I know that you can prepopulate some values via GET, it will be something like this
http://localhost:8000/admin/app/model/add/?model_field=hello
I got some problems with date fields but, maybe this could help you.
I recently used Django's ModelAdmin.get_form method for this purpose.
class MyModelAdmin(admin.ModelAdmin):
def get_form(self, request, obj=None, **kwargs):
form = super(MyModelAdmin, self).get_form(request, obj, **kwargs)
form.base_fields['my_field_name'].initial = 'abcd'
return form
Yout should be careful about side effects as you are manipulating the base_fields directly.
Django's built-in prepopulated_fields functionality is hardcoded to slugify, it can't really be used for more general purposes.
You'll need to write your own Javascript function to do the prepopulating. The best way to get it included in the admin page is to include it in the inner Media class of a custom Form or Widget. You'll then need to customize your ModelAdmin subclass to use the custom form or widget. Last, you'll need to render some inline Javascript along with each prepopulated field to register the onchange handler and tell it which other field to populate from; I would render this via the custom Widget. To make it nice and declarative you could use a custom ModelAdmin attribute (similar to prepopulated_fields), and override ModelAdmin.formfield_for_dbfield to create the widget and pass in the information about what field it should prepopulate from.
This kind of admin hacking is almost always possible, but (as you can tell from this convoluted summary) rarely simple, especially if you're making an effort to keep your code nicely encapsulated.
I tried a few of these answers and none of them worked. I simply wanted to prepulate a field with another field from a related model. Taking this answer as a starting point, I finally tried to manipulate the model instance object (here obj) directly and it worked for me.
class MyModelAdmin(models.ModelAdmin):
def get_form(self, request, obj=None, **kwargs):
form = super(MyModelAdmin, self).get_form(request, obj, **kwargs)
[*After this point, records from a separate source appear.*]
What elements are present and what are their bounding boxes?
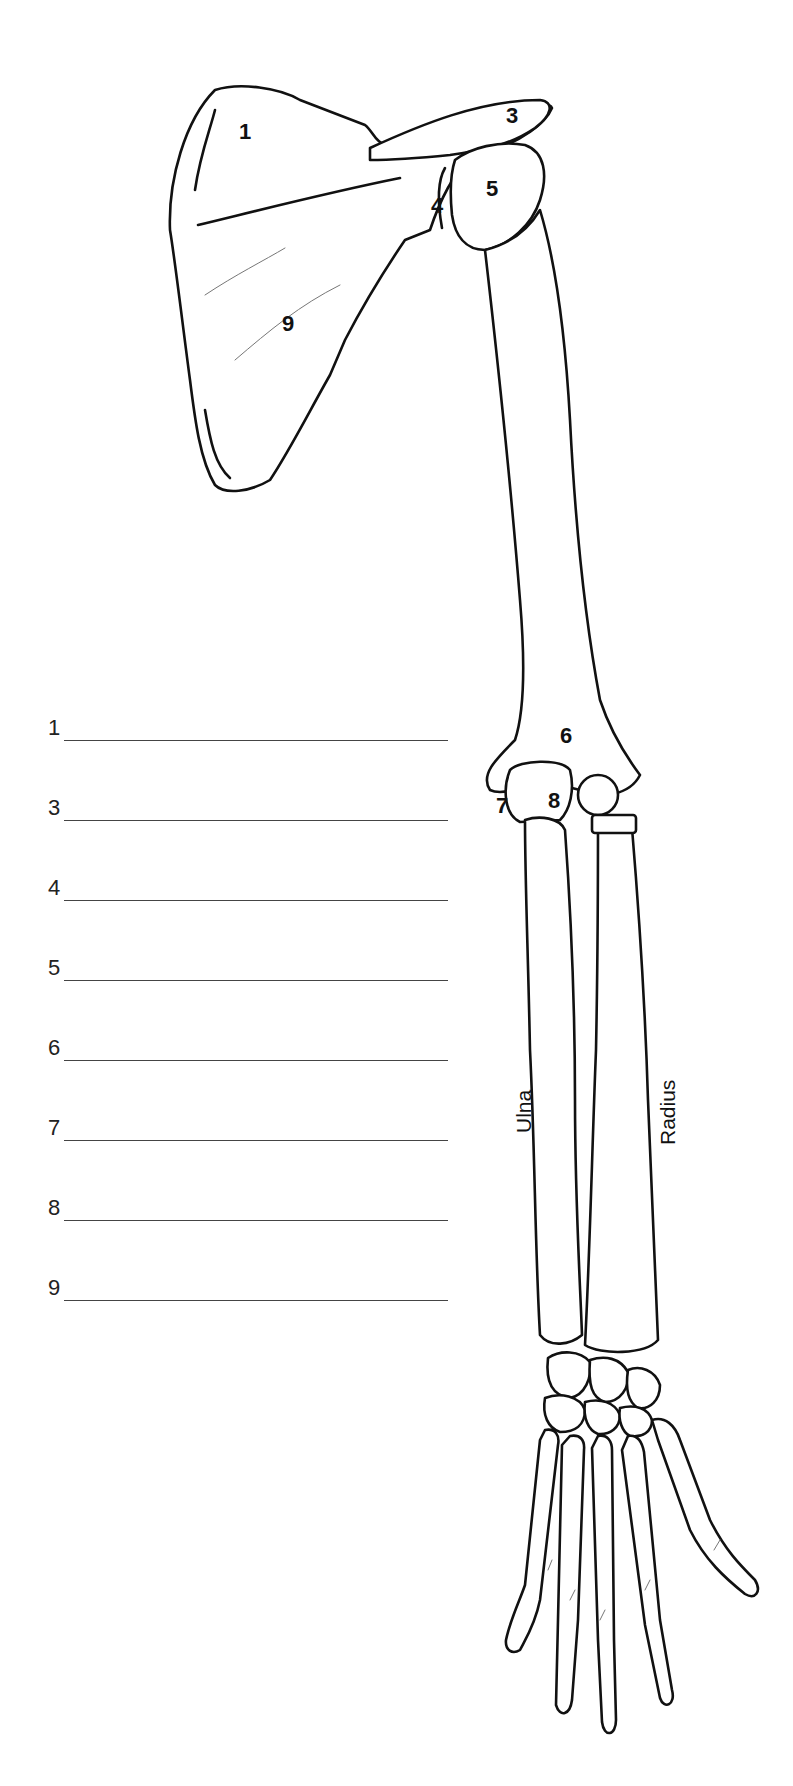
finger-4 (556, 1436, 584, 1714)
blank-number: 1 (48, 717, 60, 739)
blank-number: 6 (48, 1037, 60, 1059)
answer-blank-8[interactable] (64, 1220, 448, 1221)
diagram-label-5: 5 (486, 178, 498, 200)
diagram-label-6: 6 (560, 725, 572, 747)
finger-5 (506, 1430, 559, 1652)
carpal-6 (619, 1407, 652, 1437)
carpal-5 (585, 1401, 620, 1435)
trochlea (506, 762, 572, 822)
capitulum (578, 775, 618, 815)
thumb (652, 1419, 758, 1596)
blank-number: 4 (48, 877, 60, 899)
radius (585, 819, 658, 1352)
blank-number: 5 (48, 957, 60, 979)
diagram-label-8: 8 (548, 790, 560, 812)
blank-number: 3 (48, 797, 60, 819)
answer-blank-4[interactable] (64, 900, 448, 901)
answer-blank-9[interactable] (64, 1300, 448, 1301)
carpal-1 (547, 1352, 590, 1398)
blank-row-8: 8 (48, 1195, 448, 1221)
carpal-2 (590, 1358, 629, 1402)
blank-number: 8 (48, 1197, 60, 1219)
answer-blank-7[interactable] (64, 1140, 448, 1141)
answer-blank-1[interactable] (64, 740, 448, 741)
blank-row-3: 3 (48, 795, 448, 821)
blank-row-6: 6 (48, 1035, 448, 1061)
diagram-label-1: 1 (239, 121, 251, 143)
humerus-shaft (485, 210, 640, 795)
blank-number: 7 (48, 1117, 60, 1139)
diagram-label-9: 9 (282, 313, 294, 335)
answer-blank-6[interactable] (64, 1060, 448, 1061)
ulna-label: Ulna (512, 1090, 536, 1133)
diagram-label-7: 7 (496, 795, 508, 817)
blank-row-5: 5 (48, 955, 448, 981)
diagram-label-4: 4 (431, 195, 443, 217)
carpal-3 (627, 1368, 660, 1408)
blank-row-7: 7 (48, 1115, 448, 1141)
radius-label: Radius (656, 1080, 680, 1145)
finger-2 (622, 1436, 673, 1705)
ulna (525, 818, 582, 1344)
finger-3 (592, 1436, 616, 1733)
answer-blank-3[interactable] (64, 820, 448, 821)
blank-row-1: 1 (48, 715, 448, 741)
blank-row-9: 9 (48, 1275, 448, 1301)
answer-blank-5[interactable] (64, 980, 448, 981)
diagram-label-3: 3 (506, 105, 518, 127)
blank-row-4: 4 (48, 875, 448, 901)
blank-number: 9 (48, 1277, 60, 1299)
carpal-4 (544, 1395, 585, 1432)
radial-head (592, 815, 636, 833)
if not obj.some_model_field:
obj.some_model_field = obj.related_model.prepopulating_model_field
return form
You can override the default django admin field by replacing it with a form field of your choice.
Check this :
Add custom validation to the admin
I would also like to have a text field
that automatically starts with
something like "Hello my name is
author".
Check out the docs at: http://docs.djangoproject.com/en/dev/ref/models/fields/#default
You could have a CharField() or TextField() in your model, and set this option, which will set the default text. 'default' can also be a callable function.
Something like:
models.CharField(max_length=250, default="Default Text")
The slug handling is done with javascript.
So you have to override the templates in the admin and then populate the fields with javascript. The date thing should be trivial, but I dont know how you should get the logged in users name to the script (not that I have thought very hard but you get the drift :).